Lets start with some basic blogging vocabulary. To understand what a blog is, you first need to know the terms blog, platform, domain, and web host. A blog is a website and the easiest website for people who are not programmers or webmasters to use.

The word Blog, which is a shortened version of weblog, generally refers to a specific type of website with a series of online articles, called posts, presented in reverse chronological order. This means the last post that you publish is presented first on the front page and prior posts of the month often show below this. When the month turns, the older posts are archived usually by month name and only a new post for the current month will show. These details can be changed by configuring certain pages in your administration panel.

Configuration simply means to change a command in the code. To keep thing as simple as possible, which is what makes blogs so easy to use, this will often be accomplished easily through a simple question and answer form. Sometimes it will actually be necessary to “code” although luckily you will often have a numbered list of instructions on a read me document and can cut and paste the code by numbers. As you learn more, this will no longer make your heart sink in dread, you will confidently explore and experiment with your blog without getting into too much trouble.

In addition to the word blog, which is a catchall for everything associated with it, there are specific meanings for parts of it, when other words are added to it. On the technical side of things, you will need a blog platform and/or a specific platform template. On the aesthetic side, you may prefer a specific blog theme or skin. On the interactive side you may need several blog plugins. Themes and plugins are not core requirements for your blog to work.

A blogging platform is the computer software program that allows you to publish posts and to update your blog. Your template is what is used to design the functional structure of your blog. Your theme is described as the look and feel of the blog, from colour scheme to font size, header picture and sidebar displays. Themes are also often called skins depending on which blog platform you use. It is relatively easy to modify a theme. It can be dicey and tricky to risk modifying the template or core code of the platform.

Plugins extend the functionality of a template making many different tasks easy to do. There are plugins that can catch spam comments, display advertisements, make it easy for people to bookmark a post, cache content, add a site map or add simple tags.

There are always two sides to a blog. The front end, or what people see on the Internet and the back end, or the blogs administration panel. The front end looks pretty good without you doing anything to improve it other than adding text to a post and deleting the sample data that is there to help you get started.

The administration panel is the control panel where you will enter a post, edit one, and publish it. It is where you can add categories and assign your posts to them, where you can add links to your blogroll, where you can choose a theme or install a plugin and where you can enter your own contact details or add other users to your blog so that it can be shared. It is also one of two places where you can configure the code to make your blog display its content in different ways.

From a non technical viewpoint, a blog is often called an online journal because many people use them to record events consecutively just as you would in a diary or journal.

Due to the many new platforms and plugins a blog can do so much more than this now and blogs are used for many purposes including business information, news publishing, novel or essay writing, commercial selling, tutorials and portfolios.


:: WHAT IS REQUIRED ::
Count the lines below that contain the word "bars" and give only the number.

:: Dataset entries on figures ::
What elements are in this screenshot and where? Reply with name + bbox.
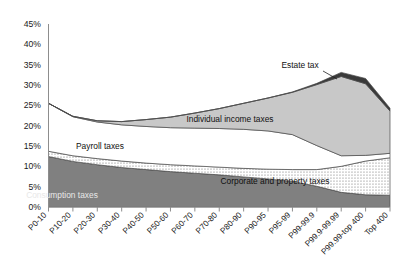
series-label-payroll-taxes: Payroll taxes bbox=[76, 141, 124, 151]
series-label-individual-income-taxes: Individual income taxes bbox=[186, 114, 273, 124]
y-tick-label: 0% bbox=[29, 202, 42, 212]
y-tick-label: 30% bbox=[24, 80, 42, 90]
y-tick-label: 35% bbox=[24, 60, 42, 70]
y-tick-label: 10% bbox=[24, 161, 42, 171]
series-label-estate-tax: Estate tax bbox=[281, 60, 319, 70]
series-label-corporate-and-property-taxes: Corporate and property taxes bbox=[221, 176, 330, 186]
stacked-area-chart: 0%5%10%15%20%25%30%35%40%45% P0-10P10-20… bbox=[0, 0, 406, 279]
y-tick-label: 25% bbox=[24, 100, 42, 110]
y-tick-label: 45% bbox=[24, 19, 42, 29]
series-label-consumption-taxes: Consumption taxes bbox=[26, 190, 98, 200]
y-tick-label: 20% bbox=[24, 121, 42, 131]
y-tick-label: 40% bbox=[24, 39, 42, 49]
chart-canvas: 0%5%10%15%20%25%30%35%40%45% P0-10P10-20… bbox=[0, 0, 406, 279]
y-tick-label: 15% bbox=[24, 141, 42, 151]
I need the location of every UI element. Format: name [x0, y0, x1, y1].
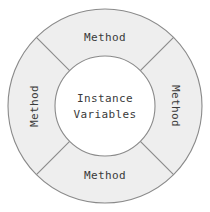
object-structure-diagram: Method Method Method Method Instance Var… [0, 0, 210, 212]
segment-label-right: Method [169, 85, 182, 127]
donut-diagram-canvas: Method Method Method Method Instance Var… [0, 0, 210, 212]
inner-circle-center [55, 56, 155, 156]
segment-label-top: Method [84, 31, 126, 44]
center-label-line1: Instance [77, 92, 133, 105]
segment-label-bottom: Method [84, 169, 126, 182]
segment-label-left: Method [28, 85, 41, 127]
center-label-line2: Variables [73, 108, 136, 121]
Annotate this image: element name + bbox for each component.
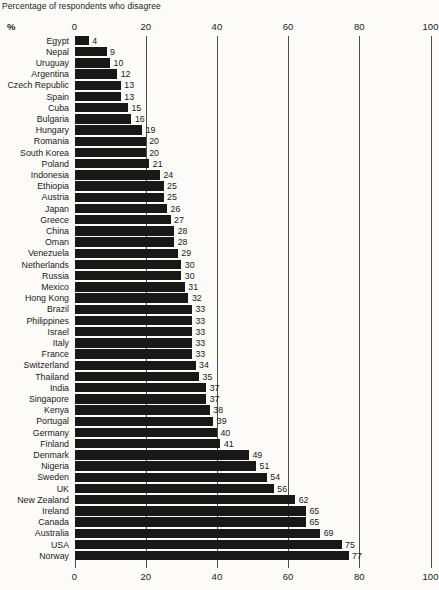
country-label: Romania	[0, 136, 69, 146]
bar	[75, 226, 175, 235]
bar	[75, 529, 321, 538]
country-label: Bulgaria	[0, 114, 69, 124]
value-label: 25	[167, 192, 177, 202]
x-axis-tick-label-bottom: 60	[283, 571, 294, 582]
value-label: 41	[224, 439, 234, 449]
x-axis-tick-label-top: 0	[72, 21, 77, 32]
bar-row: France33	[0, 349, 439, 360]
bar	[75, 450, 249, 459]
bar-chart-page: Percentage of respondents who disagree %…	[0, 0, 439, 590]
value-label: 30	[185, 260, 195, 270]
value-label: 35	[203, 372, 213, 382]
country-label: USA	[0, 540, 69, 550]
bar	[75, 249, 178, 258]
value-label: 77	[352, 551, 362, 561]
value-label: 20	[149, 136, 159, 146]
value-label: 54	[270, 472, 280, 482]
country-label: Japan	[0, 204, 69, 214]
country-label: Cuba	[0, 103, 69, 113]
bar	[75, 58, 111, 67]
bar	[75, 47, 107, 56]
bar-row: Italy33	[0, 337, 439, 348]
value-label: 9	[110, 47, 115, 57]
bar-row: Venezuela29	[0, 248, 439, 259]
value-label: 15	[131, 103, 141, 113]
x-axis-tick-label-bottom: 100	[423, 571, 439, 582]
value-label: 69	[324, 528, 334, 538]
value-label: 33	[195, 304, 205, 314]
value-label: 4	[92, 36, 97, 46]
value-label: 56	[277, 484, 287, 494]
bar	[75, 394, 207, 403]
bar-row: Indonesia24	[0, 169, 439, 180]
country-label: Philippines	[0, 316, 69, 326]
bar	[75, 517, 306, 526]
x-axis-tick-label-top: 20	[140, 21, 151, 32]
value-label: 65	[309, 517, 319, 527]
value-label: 21	[153, 159, 163, 169]
country-label: Egypt	[0, 36, 69, 46]
bar-row: India37	[0, 382, 439, 393]
bar-row: Bulgaria16	[0, 113, 439, 124]
bar-row: Greece27	[0, 214, 439, 225]
bar	[75, 69, 118, 78]
bar	[75, 237, 175, 246]
country-label: Poland	[0, 159, 69, 169]
value-label: 37	[210, 383, 220, 393]
bar	[75, 484, 274, 493]
country-label: Italy	[0, 338, 69, 348]
bar-row: Japan26	[0, 203, 439, 214]
value-label: 31	[188, 282, 198, 292]
value-label: 65	[309, 506, 319, 516]
country-label: Netherlands	[0, 260, 69, 270]
country-label: Thailand	[0, 372, 69, 382]
country-label: Czech Republic	[0, 80, 69, 90]
bar-row: South Korea20	[0, 147, 439, 158]
country-label: China	[0, 226, 69, 236]
bar	[75, 159, 150, 168]
bar-row: Nepal9	[0, 46, 439, 57]
country-label: Germany	[0, 428, 69, 438]
bar-row: Netherlands30	[0, 259, 439, 270]
bar-row: Russia30	[0, 270, 439, 281]
value-label: 62	[299, 495, 309, 505]
country-label: Uruguay	[0, 58, 69, 68]
bar	[75, 338, 192, 347]
bar	[75, 293, 189, 302]
bar-row: Portugal39	[0, 416, 439, 427]
bar	[75, 327, 192, 336]
value-label: 37	[210, 394, 220, 404]
bar	[75, 361, 196, 370]
x-axis-tick-label-bottom: 80	[354, 571, 365, 582]
bar	[75, 372, 200, 381]
x-axis-tick-label-bottom: 0	[72, 571, 77, 582]
bar	[75, 495, 296, 504]
value-label: 25	[167, 181, 177, 191]
country-label: Norway	[0, 551, 69, 561]
bar-row: Mexico31	[0, 281, 439, 292]
country-label: Mexico	[0, 282, 69, 292]
value-label: 30	[185, 271, 195, 281]
bar-row: Oman28	[0, 237, 439, 248]
country-label: Israel	[0, 327, 69, 337]
x-axis-tick-label-bottom: 40	[212, 571, 223, 582]
bar-row: USA75	[0, 539, 439, 550]
bar	[75, 170, 160, 179]
axis-unit-label: %	[7, 21, 15, 32]
bar	[75, 551, 349, 560]
bar	[75, 540, 342, 549]
bar-row: Sweden54	[0, 472, 439, 483]
country-label: Switzerland	[0, 360, 69, 370]
value-label: 28	[178, 237, 188, 247]
country-label: Ireland	[0, 506, 69, 516]
value-label: 24	[163, 170, 173, 180]
x-axis-tick-label-top: 60	[283, 21, 294, 32]
bar	[75, 103, 128, 112]
bar-row: Uruguay10	[0, 57, 439, 68]
bar	[75, 473, 267, 482]
bar-row: Egypt4	[0, 35, 439, 46]
country-label: Greece	[0, 215, 69, 225]
bar	[75, 305, 192, 314]
bar	[75, 506, 306, 515]
bar	[75, 125, 143, 134]
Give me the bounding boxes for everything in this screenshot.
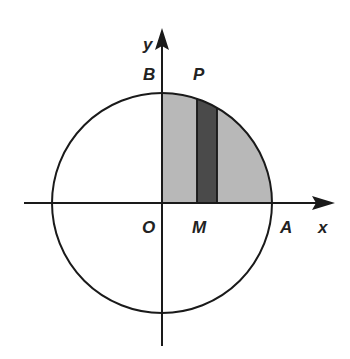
label-M: M (192, 218, 207, 237)
label-B: B (143, 65, 155, 84)
label-A: A (279, 218, 292, 237)
label-x: x (317, 218, 329, 237)
label-P: P (193, 65, 205, 84)
circle-diagram: y B P O M A x (0, 0, 350, 359)
shaded-strip (197, 80, 217, 203)
label-O: O (142, 218, 155, 237)
label-y: y (142, 35, 154, 54)
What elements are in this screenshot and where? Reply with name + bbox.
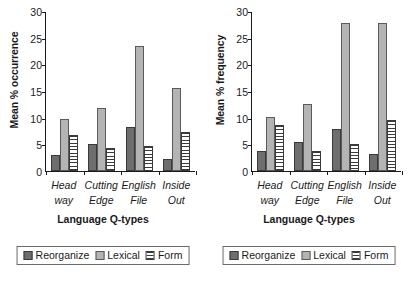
bar-group xyxy=(369,12,396,171)
bars-container-1 xyxy=(252,12,401,171)
x-category-line: Out xyxy=(158,193,195,208)
legend-swatch-form-icon xyxy=(352,251,361,260)
bar xyxy=(332,129,341,171)
x-tick-mark xyxy=(290,171,291,175)
bar xyxy=(266,117,275,171)
chart-panel-occurrence: Mean % occurrence 051015202530 HeadwayCu… xyxy=(0,0,206,286)
y-tick-label: 25 xyxy=(236,33,248,44)
bar xyxy=(135,46,144,171)
legend-label: Reorganize xyxy=(36,250,90,261)
legend-swatch-form-icon xyxy=(146,251,155,260)
bar xyxy=(126,127,135,171)
x-category-line: File xyxy=(120,193,157,208)
bar xyxy=(387,120,396,171)
legend-swatch-lexical-icon xyxy=(95,251,104,260)
x-category-line: Cutting xyxy=(83,178,120,193)
legend-swatch-lexical-icon xyxy=(301,251,310,260)
bar xyxy=(257,151,266,171)
x-category-labels-0: HeadwayCuttingEdgeEnglishFileInsideOut xyxy=(45,178,195,212)
x-tick-mark xyxy=(402,171,403,175)
y-tick-mark xyxy=(42,92,46,93)
y-tick-mark xyxy=(248,119,252,120)
x-tick-mark xyxy=(327,171,328,175)
plot-area-occurrence: Mean % occurrence 051015202530 xyxy=(0,12,206,194)
bar xyxy=(303,104,312,171)
bar xyxy=(181,132,190,171)
bar-group xyxy=(51,12,78,171)
bar xyxy=(106,148,115,171)
x-tick-mark xyxy=(46,171,47,175)
legend-0: ReorganizeLexicalForm xyxy=(17,246,190,265)
y-tick-label: 30 xyxy=(236,7,248,18)
bar xyxy=(275,125,284,171)
bar xyxy=(69,135,78,171)
legend-item: Form xyxy=(146,250,183,261)
bar xyxy=(341,23,350,171)
y-tick-mark xyxy=(248,92,252,93)
legend-item: Form xyxy=(352,250,389,261)
x-category-line: English xyxy=(120,178,157,193)
legend-item: Reorganize xyxy=(230,250,296,261)
x-category-line: Cutting xyxy=(289,178,326,193)
y-tick-mark xyxy=(248,65,252,66)
y-tick-label: 10 xyxy=(30,113,42,124)
legend-item: Lexical xyxy=(301,250,346,261)
bar xyxy=(144,146,153,171)
x-category-label: CuttingEdge xyxy=(83,178,120,212)
chart-panel-frequency: Mean % frequency 051015202530 HeadwayCut… xyxy=(206,0,412,286)
y-tick-labels-1: 051015202530 xyxy=(222,12,248,172)
y-tick-label: 20 xyxy=(30,60,42,71)
x-axis-label: Language Q-types xyxy=(206,213,412,225)
y-tick-labels-0: 051015202530 xyxy=(16,12,42,172)
bar xyxy=(60,119,69,171)
axes-1 xyxy=(251,12,401,172)
bar xyxy=(369,154,378,171)
x-category-label: InsideOut xyxy=(158,178,195,212)
bar xyxy=(294,142,303,171)
x-tick-mark xyxy=(84,171,85,175)
y-tick-mark xyxy=(248,12,252,13)
bar-group xyxy=(163,12,190,171)
y-tick-mark xyxy=(42,65,46,66)
legend-label: Form xyxy=(158,250,183,261)
bar xyxy=(51,155,60,171)
y-tick-label: 15 xyxy=(30,87,42,98)
legend-item: Lexical xyxy=(95,250,140,261)
legend-item: Reorganize xyxy=(24,250,90,261)
legend-swatch-reorganize-icon xyxy=(230,251,239,260)
x-category-line: Edge xyxy=(289,193,326,208)
x-category-labels-1: HeadwayCuttingEdgeEnglishFileInsideOut xyxy=(251,178,401,212)
x-tick-mark xyxy=(196,171,197,175)
x-category-line: File xyxy=(326,193,363,208)
x-category-label: InsideOut xyxy=(364,178,401,212)
y-tick-label: 25 xyxy=(30,33,42,44)
x-category-line: English xyxy=(326,178,363,193)
axes-0 xyxy=(45,12,195,172)
y-tick-mark xyxy=(248,39,252,40)
legend-label: Lexical xyxy=(107,250,140,261)
x-tick-mark xyxy=(121,171,122,175)
bar-group xyxy=(126,12,153,171)
bar xyxy=(350,144,359,171)
bar xyxy=(172,88,181,171)
y-tick-label: 20 xyxy=(236,60,248,71)
x-category-line: Inside xyxy=(158,178,195,193)
plot-area-frequency: Mean % frequency 051015202530 xyxy=(206,12,412,194)
y-tick-mark xyxy=(42,145,46,146)
x-category-line: Inside xyxy=(364,178,401,193)
bar-group xyxy=(88,12,115,171)
x-tick-mark xyxy=(252,171,253,175)
bar xyxy=(312,151,321,171)
bars-container-0 xyxy=(46,12,195,171)
x-category-line: Head xyxy=(251,178,288,193)
x-category-label: EnglishFile xyxy=(326,178,363,212)
bar-group xyxy=(294,12,321,171)
x-axis-label: Language Q-types xyxy=(0,213,206,225)
y-tick-mark xyxy=(248,145,252,146)
x-category-label: EnglishFile xyxy=(120,178,157,212)
bar-group xyxy=(332,12,359,171)
y-tick-mark xyxy=(42,12,46,13)
legend-label: Lexical xyxy=(313,250,346,261)
x-category-line: Head xyxy=(45,178,82,193)
x-category-label: Headway xyxy=(45,178,82,212)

:: EXERCISE OUTPUT ::
2